Tuesday, September 19th, 2006

Today is my first class of the semester. I’m FINALLY beginning. I have a SEVERE case of the nerves, though. It’s because the class I’m teaching is one I’ve never taught at the graduate level before, plus I haven’t taught it at all for three years. I’m afraid I’ll make a hash job of everything, or bore students, or be too nervous or something. Who knows? I probably shouldn’t get all worked up about this — there’s no point. Plus, I’m only teaching one section today, and I can revise and change what I did for tomorrow if I don’t feel it’s successful.

Don’t panic, MF!

Do I have to get with reality?

Saturday, September 16th, 2006

I’m feeling all mopey and sad.

Today I was shopping for clothes, frustrated with my body, and was thinking about my weight loss strategy. Basically, it is to not really do much differently, just exercise a little more than usual (walk more), and be a little more careful about what I’m eating. But then I was thinking that I’m being unrealistic. Why should I be able to take off weight without all the work other people do? Why should it, for me, just drop off. I’ve been thinking that I really don’t accept reality when it comes to my body. For another example, I’m 36, with no prospects of marriage, and I want to have a kid. I have this vague abiding belief I really will find someone and have a baby. I think I’m not thinking realistically, that I might be too old to do it easily. Maybe being alone so much is what lets me think so unrealistically.
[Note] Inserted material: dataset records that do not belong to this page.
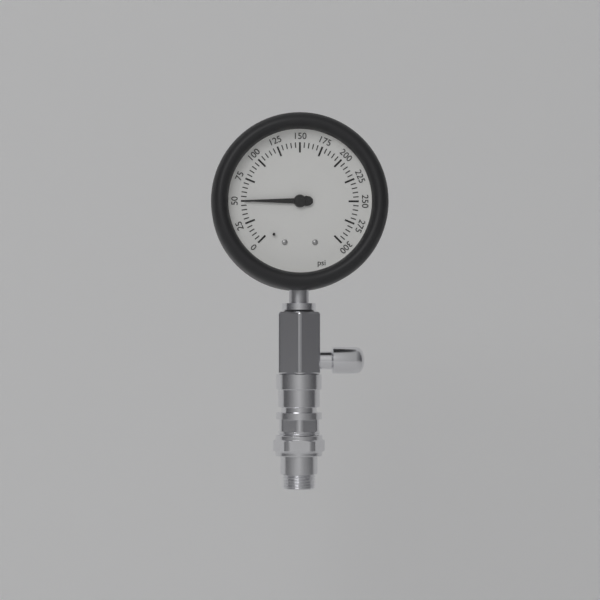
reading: 50 psi
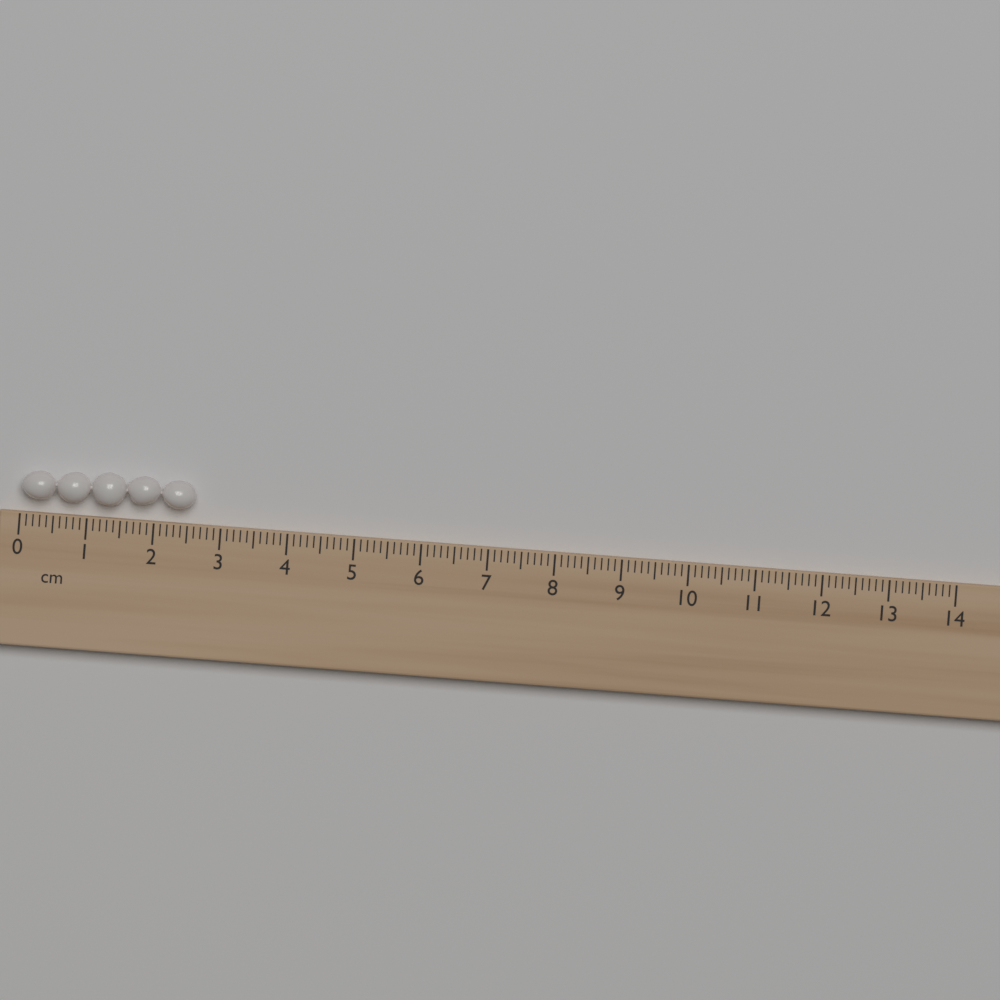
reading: 2.6 cm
Maybe if I had closer relationships with people, I’d be forced to see that my thinking was unrealistic (or maybe they’d mention it if it was), or I would just have a healthier, more normal perspective on everything.

It went okay.

Friday, September 15th, 2006

I just came back from my interview.¬† I conducted about 3/4 of it in Chinese.¬† I’m hoping I won’t come across as a dope or anything.¬† The interviewer, who is an intern at China Business News, also took a picture.¬† From what he told me, the¬†article he writes¬†will include interviews with several different expats.¬† He said he’d drop me an e-mail when the edition comes out.¬† I think it’s going to be in the Weekend section.

The sign of a classy restaurant.

Thursday, September 14th, 2006

The sign of a classy restaurant.

Originally uploaded by MFinChina.

Taken by Ed Wu, in the men’s room at a Shanghai’s fabulous Dynasty Restaurant, where our school took us for our beginning-of-the-year welcoming party. It’s not bad English — it really is a puking room for men who have to drink too much during business meetings. The ladies’ room didn’t have one. Unfair!

More on Descending Soul

Wednesday, September 13th, 2006

I forgot to mention that the picture is unusual because the image you actually see is a composite of several different¬†ones painted on panes of glass.¬† Since it’s 3-D, it has a really disturbing effect, like you’re looking at a hologram, or something that’s trapped in crystal.